Email spoofing is one of the oldest phishing techniques. An attacker sends email appearing to come from your domain to scam your customers. Three DNS records prevent this: SPF, DMARC and DKIM. The SPF & DMARC Checker verifies all three for any domain instantly.
What Is SPF?
SPF (Sender Policy Framework) is a DNS TXT record listing IP addresses authorised to send email from your domain. A correctly configured SPF record ends with -all (hard fail) which tells receiving servers to reject unauthorised senders. Using +all is a critical misconfiguration that authorises every server on the internet to send from your domain.
What Is DMARC?
DMARC builds on SPF and DKIM to enforce what happens when authentication fails. Without DMARC, even a valid SPF record does not prevent spoofing because receiving servers are not required to act on SPF failures. DMARC has three policy levels: p=none (monitor only), p=quarantine (spam folder) and p=reject (block entirely).
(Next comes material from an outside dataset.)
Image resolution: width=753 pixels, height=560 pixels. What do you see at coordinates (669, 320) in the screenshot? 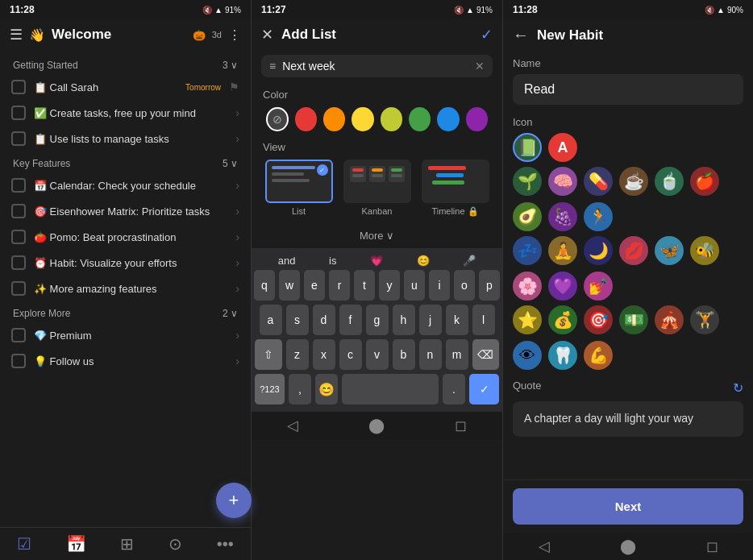
I see `icon-circus: 🎪` at bounding box center [669, 320].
DMARC also enables aggregate reporting which sends XML reports showing exactly which servers are sending from your domain and whether they pass authentication.
What Is DKIM?
DKIM adds a cryptographic signature to outgoing emails. Your mail server signs each email with a private key, and the public key is published in a DNS TXT record. Receiving servers verify the signature confirming the email was not tampered with in transit. DKIM is configured in your email provider — Google Workspace, Microsoft 365, Mailchimp and all major ESPs support it.
The Correct Setup Order
Configure SPF first, then DKIM via your email provider, then add DMARC starting with p=none and an rua report address. Monitor reports for two to four weeks. Once all legitimate email passes, move to p=quarantine then p=reject. This graduated approach prevents accidentally blocking legitimate email.
Check Any Domain
The SPF & DMARC Checker fetches live DNS records for any domain, shows the full raw record, flags misconfigurations like +all or missing report addresses, auto-detects DKIM across common selectors and gives a security grade from A to F. Run it on your own domain, your competitors and any domain that sends email on your behalf.